As prefect of the doctrinal congregation, however, Ratzinger has by and large not carried out these reforms. Investigations still unfold without the defendant being informed or given the opportunity for counsel. Theologians are refused their case files. Secrecy is imposed. The International Theological Commission, though encompassing diversity within a certain range, is not seen by many theologians as representative of the ?schools? that exist today.

Finally, in a 1972 essay reflecting on the council, Ratzinger argued for allowing divorced and civilly remarried Catholics under some circumstances to receive the Eucharist. He cited St Basil: ?There it is stated that after a longer penance, Communion can be given to a digamus [someone living in a second marriage], without the suspension of the second marriage; this in confidence of God?s mercy, who does not leave penance without an answer. . . . It seems ? nothing less than just, and is fully in harmony with our ecclesiastical traditions.? Yet in September 1994, in response to three German bishops who defended granting Communion under these circumstances, Ratzinger?s congregation upheld the ban. Civilly remarried persons ?find themselves in a situation that objectively contravenes God?s law?, the congregation ruled. ?Consequently, they cannot receive holy Communion.?

The burden of proof would thus seem to be on Ratzinger, to demonstrate how these seemingly stark contradictions do not amount to ?changes in his theological positions?.

On that fateful day in 1972 when Ratzinger and Medina signed their letter to Paul VI, one could not descry the path down which they, and revisionist Catholic thinkers like them, were beginning to lead the Church. Today we see it more clearly. What we cannot yet anticipate is how much of the path is left to travel.

Perhaps the most bitterly contested issue in the Church today is who has a better claim to the legacy of Vatican II ? reformers who seek a servant Church, or restorationists who want to accent strong papal authority? Which better expresses what Vatican II intended? What was the council?s ?legislative intent?? Whoever controls how Vatican II is remembered to a great extent controls the direction of the Church. Ratzinger?s testimony is critical, but an assessment of it would be incomplete without asking how and why it has shifted. One must ask which Ratzinger is a more reliable witness to the intent of the council ? the Ratzinger who penned the 1963 commentary on the first session, or the Ratzinger of today?

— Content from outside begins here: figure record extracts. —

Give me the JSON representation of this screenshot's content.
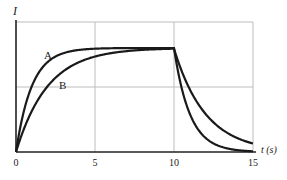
{
  "chart_data": {
    "type": "line",
    "title": "",
    "xlabel": "t (s)",
    "ylabel": "I",
    "xlim": [
      0,
      15
    ],
    "x_ticks": [
      "0",
      "5",
      "10",
      "15"
    ],
    "y_ticks": [],
    "grid": true,
    "legend": "inline labels",
    "series": [
      {
        "name": "A",
        "description": "rises quickly (time constant ~1 s) to plateau, switch-off at t=10 s, decays quickly",
        "x": [
          0,
          1,
          2,
          3,
          4,
          5,
          10,
          11,
          12,
          13,
          14,
          15
        ],
        "y_relative": [
          0,
          0.63,
          0.86,
          0.95,
          0.98,
          0.99,
          1.0,
          0.37,
          0.14,
          0.05,
          0.02,
          0.01
        ]
      },
      {
        "name": "B",
        "description": "rises more slowly (time constant ~2 s) to plateau, switch-off at t=10 s, decays slowly",
        "x": [
          0,
          1,
          2,
          3,
          4,
          5,
          10,
          11,
          12,
          13,
          14,
          15
        ],
        "y_relative": [
          0,
          0.39,
          0.63,
          0.78,
          0.86,
          0.92,
          1.0,
          0.61,
          0.37,
          0.22,
          0.14,
          0.08
        ]
      }
    ],
    "annotations": [
      "A",
      "B"
    ]
  },
  "labels": {
    "y_axis": "I",
    "x_axis": "t (s)",
    "curve_a": "A",
    "curve_b": "B",
    "tick0": "0",
    "tick5": "5",
    "tick10": "10",
    "tick15": "15"
  }
}
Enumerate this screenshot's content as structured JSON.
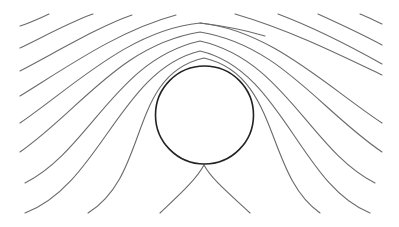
{
  "diagram": {
    "title": "",
    "colors": {
      "background": "#ffffff",
      "streamline": "#6a6a6a",
      "cylinder": "#222222"
    },
    "cylinder": {
      "cx": 204.5,
      "cy": 115,
      "r": 49
    },
    "streamlines": [
      {
        "id": "top-left-1",
        "d": "M 20 26 C 32 22, 40 18, 49 14"
      },
      {
        "id": "top-left-2",
        "d": "M 20 48 C 45 36, 70 22, 93 14"
      },
      {
        "id": "top-left-3",
        "d": "M 20 71 C 60 50, 100 26, 132 15"
      },
      {
        "id": "top-left-4",
        "d": "M 20 96 C 70 65, 120 30, 176 15"
      },
      {
        "id": "mid-left-5",
        "d": "M 20 123 C 75 85, 130 30, 200 23 C 270 30, 325 85, 382 123"
      },
      {
        "id": "mid-left-6",
        "d": "M 20 152 C 80 110, 120 45, 200 32 C 280 45, 320 110, 382 152"
      },
      {
        "id": "mid-left-7",
        "d": "M 25 183 C 90 150, 115 60, 200 41 C 285 60, 310 150, 375 183"
      },
      {
        "id": "mid-left-8",
        "d": "M 25 213 C 100 185, 120 70, 200 51 C 282 70, 300 185, 370 213"
      },
      {
        "id": "inner-9",
        "d": "M 88 213 C 150 175, 128 75, 204 58 C 280 75, 265 175, 320 213"
      },
      {
        "id": "top-right-1",
        "d": "M 235 14 C 290 30, 340 55, 382 75"
      },
      {
        "id": "top-right-2",
        "d": "M 278 14 C 315 28, 350 46, 382 64"
      },
      {
        "id": "top-right-3",
        "d": "M 318 14 C 340 24, 362 34, 382 45"
      },
      {
        "id": "top-right-4",
        "d": "M 360 14 C 368 17, 375 21, 382 24"
      },
      {
        "id": "top-center-right",
        "d": "M 200 23 C 225 26, 245 30, 265 36"
      },
      {
        "id": "cusp-left",
        "d": "M 160 213 C 178 196, 196 180, 204 165"
      },
      {
        "id": "cusp-right",
        "d": "M 250 213 C 232 196, 212 180, 204 165"
      }
    ]
  }
}
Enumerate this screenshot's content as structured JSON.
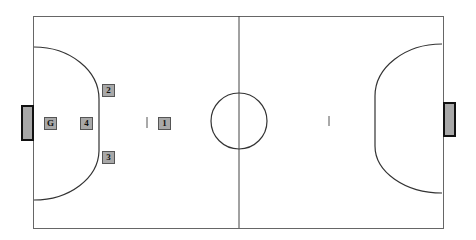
{
  "diagram": {
    "type": "futsal-court",
    "court": {
      "x": 33,
      "y": 16,
      "width": 410,
      "height": 212,
      "line_color": "#555555",
      "background": "#ffffff"
    },
    "center_line_x": 239,
    "center_circle": {
      "cx": 239,
      "cy": 121,
      "r": 28
    },
    "left_goal": {
      "x": 21,
      "y": 105,
      "width": 12,
      "height": 35,
      "fill": "#a8a8a8"
    },
    "right_goal": {
      "x": 443,
      "y": 102,
      "width": 13,
      "height": 34,
      "fill": "#a8a8a8"
    },
    "penalty_marks": [
      {
        "side": "left",
        "x": 147,
        "y": 117
      },
      {
        "side": "right",
        "x": 329,
        "y": 116
      }
    ],
    "players": [
      {
        "label": "G",
        "x": 44,
        "y": 117
      },
      {
        "label": "4",
        "x": 80,
        "y": 117
      },
      {
        "label": "2",
        "x": 102,
        "y": 84
      },
      {
        "label": "3",
        "x": 102,
        "y": 151
      },
      {
        "label": "1",
        "x": 158,
        "y": 117
      }
    ]
  }
}
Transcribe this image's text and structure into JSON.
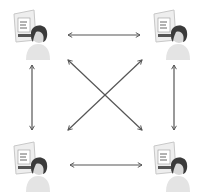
{
  "diagram": {
    "type": "fully-connected-network",
    "nodes": [
      {
        "id": "user-top-left",
        "label": "User 1",
        "icon": "person-with-document-icon"
      },
      {
        "id": "user-top-right",
        "label": "User 2",
        "icon": "person-with-document-icon"
      },
      {
        "id": "user-bottom-left",
        "label": "User 3",
        "icon": "person-with-document-icon"
      },
      {
        "id": "user-bottom-right",
        "label": "User 4",
        "icon": "person-with-document-icon"
      }
    ],
    "edges": [
      {
        "from": "user-top-left",
        "to": "user-top-right",
        "style": "bidirectional-arrow"
      },
      {
        "from": "user-bottom-left",
        "to": "user-bottom-right",
        "style": "bidirectional-arrow"
      },
      {
        "from": "user-top-left",
        "to": "user-bottom-left",
        "style": "bidirectional-arrow"
      },
      {
        "from": "user-top-right",
        "to": "user-bottom-right",
        "style": "bidirectional-arrow"
      },
      {
        "from": "user-top-left",
        "to": "user-bottom-right",
        "style": "bidirectional-arrow"
      },
      {
        "from": "user-top-right",
        "to": "user-bottom-left",
        "style": "bidirectional-arrow"
      }
    ],
    "colors": {
      "arrow": "#555555",
      "panel_frame": "#c8c8c8",
      "panel_fill": "#eeeeee",
      "panel_bar": "#555555",
      "hair": "#3a3a3a",
      "skin": "#d8d8d8",
      "body": "#e4e4e4"
    }
  }
}
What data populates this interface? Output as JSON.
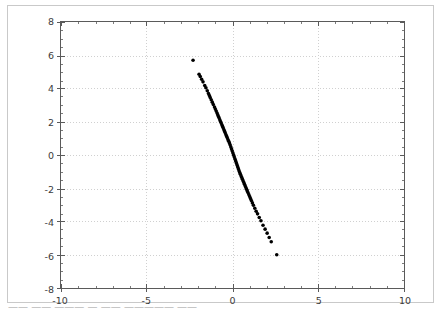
{
  "figure": {
    "background_color": "#ffffff",
    "frame_color": "#c9c9c9",
    "axis_color": "#5a5a5a",
    "grid_color": "#d0d0d0",
    "marker_color": "#000000",
    "tick_label_color": "#3b3b3b"
  },
  "bottom_strip": {
    "text": "——  —— ——— — —— ————— ——"
  },
  "chart_data": {
    "type": "scatter",
    "title": "",
    "subtitle": "",
    "xlabel": "",
    "ylabel": "",
    "xlim": [
      -10,
      10
    ],
    "ylim": [
      -8,
      8
    ],
    "xticks": [
      -10,
      -5,
      0,
      5,
      10
    ],
    "yticks": [
      8,
      6,
      4,
      2,
      0,
      -2,
      -4,
      -6,
      -8
    ],
    "xtick_labels": [
      "-10",
      "-5",
      "0",
      "5",
      "10"
    ],
    "ytick_labels": [
      "8",
      "6",
      "4",
      "2",
      "0",
      "-2",
      "-4",
      "-6",
      "-8"
    ],
    "x_minor_tick_step": 1,
    "y_minor_tick_step": 0.5,
    "grid": true,
    "grid_style": "dotted",
    "grid_axis": "both",
    "legend": null,
    "legend_position": null,
    "marker": "circle",
    "marker_size": 3.6,
    "series": [
      {
        "name": "points",
        "color": "#000000",
        "x": [
          -2.3,
          -1.95,
          -1.88,
          -1.8,
          -1.72,
          -1.62,
          -1.55,
          -1.47,
          -1.4,
          -1.35,
          -1.3,
          -1.24,
          -1.18,
          -1.12,
          -1.05,
          -1.0,
          -0.95,
          -0.9,
          -0.86,
          -0.82,
          -0.78,
          -0.74,
          -0.7,
          -0.66,
          -0.62,
          -0.58,
          -0.54,
          -0.5,
          -0.46,
          -0.42,
          -0.38,
          -0.34,
          -0.3,
          -0.26,
          -0.22,
          -0.18,
          -0.14,
          -0.1,
          -0.06,
          -0.02,
          0.02,
          0.06,
          0.1,
          0.14,
          0.18,
          0.22,
          0.26,
          0.3,
          0.34,
          0.38,
          0.42,
          0.46,
          0.5,
          0.54,
          0.58,
          0.62,
          0.66,
          0.7,
          0.74,
          0.78,
          0.82,
          0.86,
          0.9,
          0.95,
          1.0,
          1.05,
          1.1,
          1.16,
          1.22,
          1.3,
          1.38,
          1.46,
          1.56,
          1.66,
          1.78,
          1.9,
          2.02,
          2.14,
          2.26,
          2.58
        ],
        "y": [
          5.7,
          4.86,
          4.72,
          4.56,
          4.4,
          4.18,
          4.04,
          3.86,
          3.7,
          3.58,
          3.46,
          3.32,
          3.18,
          3.04,
          2.88,
          2.76,
          2.64,
          2.52,
          2.42,
          2.32,
          2.22,
          2.12,
          2.02,
          1.92,
          1.82,
          1.72,
          1.62,
          1.52,
          1.42,
          1.32,
          1.22,
          1.12,
          1.02,
          0.92,
          0.82,
          0.72,
          0.62,
          0.5,
          0.38,
          0.26,
          0.14,
          0.02,
          -0.1,
          -0.22,
          -0.34,
          -0.46,
          -0.58,
          -0.7,
          -0.82,
          -0.94,
          -1.06,
          -1.16,
          -1.26,
          -1.36,
          -1.46,
          -1.56,
          -1.66,
          -1.76,
          -1.86,
          -1.96,
          -2.06,
          -2.16,
          -2.26,
          -2.38,
          -2.5,
          -2.62,
          -2.74,
          -2.88,
          -3.02,
          -3.2,
          -3.38,
          -3.54,
          -3.76,
          -3.96,
          -4.22,
          -4.46,
          -4.7,
          -4.96,
          -5.22,
          -6.0
        ]
      }
    ]
  }
}
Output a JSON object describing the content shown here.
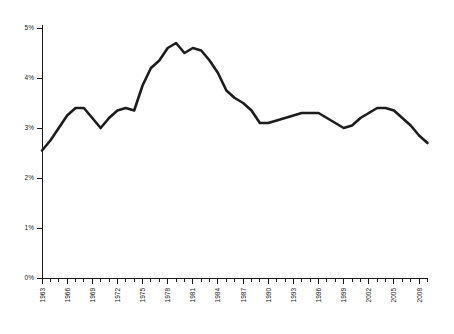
{
  "chart_data": {
    "type": "line",
    "title": "",
    "subtitle": "",
    "xlabel": "",
    "ylabel": "",
    "xlim": [
      1963,
      2009
    ],
    "ylim": [
      0,
      5
    ],
    "grid": false,
    "legend": false,
    "legend_position": "none",
    "line_color": "#1c1c1c",
    "axis_color": "#1a1a1a",
    "background_color": "#ffffff",
    "y_ticks": [
      0,
      1,
      2,
      3,
      4,
      5
    ],
    "y_tick_labels": [
      "0%",
      "1%",
      "2%",
      "3%",
      "4%",
      "5%"
    ],
    "x_tick_labels": [
      "1963",
      "1966",
      "1969",
      "1972",
      "1975",
      "1978",
      "1981",
      "1984",
      "1987",
      "1990",
      "1993",
      "1996",
      "1999",
      "2002",
      "2005",
      "2008"
    ],
    "x_tick_label_step": 3,
    "x_minor_tick_step": 1,
    "x": [
      1963,
      1964,
      1965,
      1966,
      1967,
      1968,
      1969,
      1970,
      1971,
      1972,
      1973,
      1974,
      1975,
      1976,
      1977,
      1978,
      1979,
      1980,
      1981,
      1982,
      1983,
      1984,
      1985,
      1986,
      1987,
      1988,
      1989,
      1990,
      1991,
      1992,
      1993,
      1994,
      1995,
      1996,
      1997,
      1998,
      1999,
      2000,
      2001,
      2002,
      2003,
      2004,
      2005,
      2006,
      2007,
      2008,
      2009
    ],
    "values": [
      2.55,
      2.75,
      3.0,
      3.25,
      3.4,
      3.4,
      3.2,
      3.0,
      3.2,
      3.35,
      3.4,
      3.35,
      3.85,
      4.2,
      4.35,
      4.6,
      4.7,
      4.5,
      4.6,
      4.55,
      4.35,
      4.1,
      3.75,
      3.6,
      3.5,
      3.35,
      3.1,
      3.1,
      3.15,
      3.2,
      3.25,
      3.3,
      3.3,
      3.3,
      3.2,
      3.1,
      3.0,
      3.05,
      3.2,
      3.3,
      3.4,
      3.4,
      3.35,
      3.2,
      3.05,
      2.85,
      2.7
    ],
    "series": [
      {
        "name": "series-1",
        "values": [
          2.55,
          2.75,
          3.0,
          3.25,
          3.4,
          3.4,
          3.2,
          3.0,
          3.2,
          3.35,
          3.4,
          3.35,
          3.85,
          4.2,
          4.35,
          4.6,
          4.7,
          4.5,
          4.6,
          4.55,
          4.35,
          4.1,
          3.75,
          3.6,
          3.5,
          3.35,
          3.1,
          3.1,
          3.15,
          3.2,
          3.25,
          3.3,
          3.3,
          3.3,
          3.2,
          3.1,
          3.0,
          3.05,
          3.2,
          3.3,
          3.4,
          3.4,
          3.35,
          3.2,
          3.05,
          2.85,
          2.7
        ]
      }
    ]
  }
}
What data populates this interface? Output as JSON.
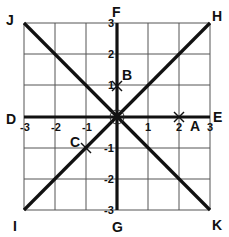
{
  "diagram": {
    "type": "coordinate-grid",
    "x_range": [
      -3,
      3
    ],
    "y_range": [
      -3,
      3
    ],
    "grid_step": 1,
    "x_ticks": [
      "-3",
      "-2",
      "-1",
      "1",
      "2",
      "3"
    ],
    "y_ticks": [
      "3",
      "2",
      "1",
      "-1",
      "-2",
      "-3"
    ],
    "lines": [
      {
        "name": "D-E",
        "from": "D",
        "to": "E",
        "description": "horizontal axis"
      },
      {
        "name": "F-G",
        "from": "F",
        "to": "G",
        "description": "vertical axis"
      },
      {
        "name": "J-K",
        "from": "J",
        "to": "K",
        "description": "diagonal"
      },
      {
        "name": "I-H",
        "from": "I",
        "to": "H",
        "description": "diagonal"
      }
    ],
    "endpoint_labels": {
      "D": "D",
      "E": "E",
      "F": "F",
      "G": "G",
      "H": "H",
      "I": "I",
      "J": "J",
      "K": "K"
    },
    "points": [
      {
        "label": "A",
        "x": 2,
        "y": 0
      },
      {
        "label": "B",
        "x": 0,
        "y": 1
      },
      {
        "label": "C",
        "x": -1,
        "y": -1
      }
    ],
    "origin_marker": "circle"
  }
}
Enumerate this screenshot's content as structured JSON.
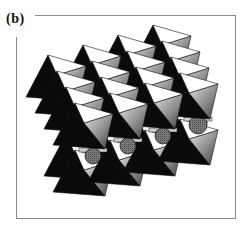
{
  "figure": {
    "label": "(b)",
    "colors": {
      "top_face": "#ffffff",
      "side_face_light": "#d8d8d8",
      "side_face_dark": "#5a5a5a",
      "shadow_face": "#0a0a0a",
      "molecule": "#6e6e6e",
      "frame": "#8a8a8a"
    },
    "upper_layer": {
      "origin": [
        48,
        55
      ],
      "col_step": [
        35,
        -10
      ],
      "row_step": [
        9,
        16
      ],
      "cols": 4,
      "rows": 4
    },
    "lower_layer": {
      "apexes": [
        [
          75,
          150
        ],
        [
          110,
          140
        ],
        [
          145,
          130
        ],
        [
          180,
          119
        ]
      ]
    },
    "molecules": [
      {
        "cx": 93,
        "cy": 156,
        "r": 8
      },
      {
        "cx": 128,
        "cy": 146,
        "r": 8
      },
      {
        "cx": 163,
        "cy": 136,
        "r": 8
      },
      {
        "cx": 198,
        "cy": 125,
        "r": 9
      },
      {
        "cx": 192,
        "cy": 110,
        "r": 7
      }
    ]
  }
}
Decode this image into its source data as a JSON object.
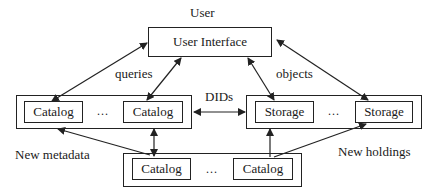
{
  "diagram": {
    "user_label": "User",
    "user_interface": "User Interface",
    "edge_labels": {
      "queries": "queries",
      "objects": "objects",
      "dids": "DIDs",
      "new_metadata": "New metadata",
      "new_holdings": "New holdings"
    },
    "catalog_group": {
      "items": [
        "Catalog",
        "Catalog"
      ],
      "ellipsis": "..."
    },
    "storage_group": {
      "items": [
        "Storage",
        "Storage"
      ],
      "ellipsis": "..."
    },
    "bottom_catalog_group": {
      "items": [
        "Catalog",
        "Catalog"
      ],
      "ellipsis": "..."
    },
    "colors": {
      "line": "#222222",
      "background": "#ffffff"
    }
  }
}
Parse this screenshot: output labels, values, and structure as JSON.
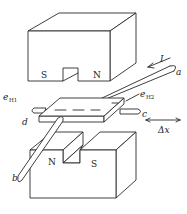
{
  "diagram": {
    "type": "hall-effect-sensor-illustration",
    "top_magnet": {
      "left_pole": "S",
      "right_pole": "N"
    },
    "bottom_magnet": {
      "left_pole": "N",
      "right_pole": "S"
    },
    "current": {
      "symbol": "I"
    },
    "terminals": {
      "a": "a",
      "b": "b",
      "c": "c",
      "d": "d"
    },
    "hall_voltages": {
      "eH1": {
        "base": "e",
        "sub": "H1"
      },
      "eH2": {
        "base": "e",
        "sub": "H2"
      }
    },
    "displacement": {
      "label": "Δx"
    },
    "colors": {
      "stroke": "#2a2a2a",
      "background": "#ffffff"
    }
  }
}
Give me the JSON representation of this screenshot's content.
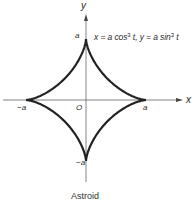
{
  "figure": {
    "caption": "Astroid",
    "equation": {
      "x_part": "x = a cos",
      "x_exp": "3",
      "x_var": " t, ",
      "y_part": "y = a sin",
      "y_exp": "3",
      "y_var": " t"
    },
    "axes": {
      "x_label": "x",
      "y_label": "y",
      "origin_label": "O"
    },
    "ticks": {
      "x_pos": "a",
      "x_neg": "−a",
      "y_pos": "a",
      "y_neg": "−a"
    },
    "colors": {
      "curve": "#222222",
      "axis": "#555555",
      "text": "#2a2a2a"
    }
  },
  "chart_data": {
    "type": "line",
    "title": "Astroid",
    "equation": "x = a cos^3 t, y = a sin^3 t",
    "xlabel": "x",
    "ylabel": "y",
    "x_ticks": [
      "-a",
      "O",
      "a"
    ],
    "y_ticks": [
      "-a",
      "a"
    ],
    "xlim": [
      "-a",
      "a"
    ],
    "ylim": [
      "-a",
      "a"
    ],
    "cusps": [
      [
        "a",
        0
      ],
      [
        0,
        "a"
      ],
      [
        "-a",
        0
      ],
      [
        0,
        "-a"
      ]
    ],
    "grid": false,
    "legend": null
  }
}
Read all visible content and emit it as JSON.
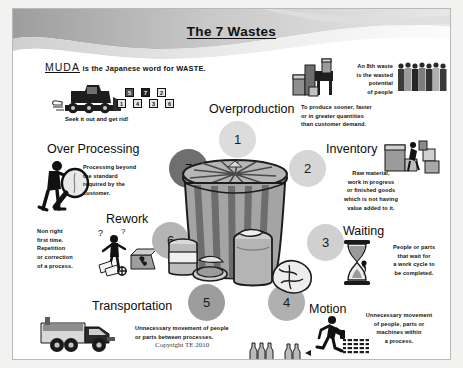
{
  "slide": {
    "title": "The 7 Wastes",
    "copyright": "Copyright TE 2010"
  },
  "muda": {
    "term": "MUDA",
    "sentence": "is the Japanese word for WASTE.",
    "caption": "Seek it out and get rid!",
    "blocks_top": [
      "5",
      "7",
      "2"
    ],
    "blocks_bottom": [
      "1",
      "4",
      "3",
      "6"
    ]
  },
  "eighth_waste": {
    "text": "An 8th waste\nis the wasted\npotential\nof people"
  },
  "wastes": [
    {
      "number": "1",
      "label": "Overproduction",
      "description": "To produce sooner, faster\nor in greater quantities\nthan customer demand."
    },
    {
      "number": "2",
      "label": "Inventory",
      "description": "Raw material,\nwork in progress\nor finished goods\nwhich is not having\nvalue added to it."
    },
    {
      "number": "3",
      "label": "Waiting",
      "description": "People or parts\nthat wait for\na work cycle to\nbe completed."
    },
    {
      "number": "4",
      "label": "Motion",
      "description": "Unnecessary movement\nof people, parts or\nmachines within\na process."
    },
    {
      "number": "5",
      "label": "Transportation",
      "description": "Unnecessary movement of people\nor parts between processes."
    },
    {
      "number": "6",
      "label": "Rework",
      "description": "Non right\nfirst time.\nRepetition\nor correction\nof a process."
    },
    {
      "number": "7",
      "label": "Over Processing",
      "description": "Processing beyond\nthe standard\nrequired by the\ncustomer."
    }
  ],
  "colors": {
    "circle_highlight": "#6b6b6b",
    "circle_mid": "#a8a8a8",
    "circle_light": "#d3d3d3",
    "banner_gray": "#b5b5b5",
    "text": "#111111",
    "page_bg": "#ffffff",
    "frame_bg": "#f2f2f0"
  },
  "icons": {
    "bulldozer": "bulldozer-icon",
    "people_group": "people-group-icon",
    "boxes_stack": "boxes-stack-icon",
    "forklift": "forklift-icon",
    "magnifier_person": "magnifier-person-icon",
    "rework_person": "rework-person-icon",
    "hourglass": "hourglass-icon",
    "truck": "truck-icon",
    "running_person": "running-person-icon",
    "trash_can": "trash-can-icon",
    "bottles": "bottles-icon"
  }
}
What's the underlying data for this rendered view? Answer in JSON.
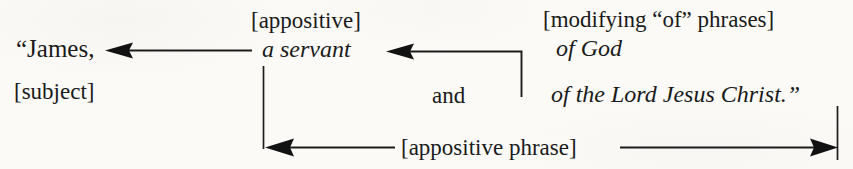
{
  "diagram": {
    "source_text": "“James, a servant of God and of the Lord Jesus Christ.”",
    "ink_color": "#1c1c1c",
    "background_color": "#fbfaf7",
    "labels": {
      "subject_word": "“James,",
      "subject_tag": "[subject]",
      "appositive_tag": "[appositive]",
      "appositive_word": "a servant",
      "modifying_tag": "[modifying “of” phrases]",
      "of_god": "of God",
      "conjunction": "and",
      "of_lord": "of the Lord Jesus Christ.”",
      "appositive_phrase_tag": "[appositive phrase]"
    },
    "connectors": [
      {
        "name": "servant-to-james",
        "from": "a servant",
        "to": "“James,",
        "direction": "left",
        "arrowheads": 1
      },
      {
        "name": "of-phrases-to-servant",
        "from": "of phrases group",
        "to": "a servant",
        "direction": "left-elbow",
        "arrowheads": 1
      },
      {
        "name": "appositive-phrase-span",
        "from": "a servant",
        "to": "of the Lord Jesus Christ.”",
        "direction": "double",
        "arrowheads": 2
      }
    ]
  }
}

It would be unfair to suggest that a spirit of revisionism characterises the entirety of John Paul II?s pontificate. In any number of areas ? inter-religious dialogue, ecumenism and social justice, to name three ? this Pope has actually moved the Church forward from where the council left it. Yet the fact remains that in other areas of ecclesiastical life, from theology to liturgy, from collegial governance to lay ministry, key figures in John Paul?s entourage have striven to put the conciliar genie back in the bottle. What long-term impact will their efforts have? There is an old bit of Roman wisdom that bears recalling: ?Anything one pope does, another pope can undo.? Much, in other words, depends upon John Paul II?s successor.

John L. Allen Jr is the Vatican correspondent for the National Catholic Reporter of Kansas City. His biography, Cardinal Ratzinger: the Vatican?s Enforcer of the Faith, was published by Continuum in 2000. His most recent book is Conclave: the politics, personalities and process of the next papal election (Doubleday).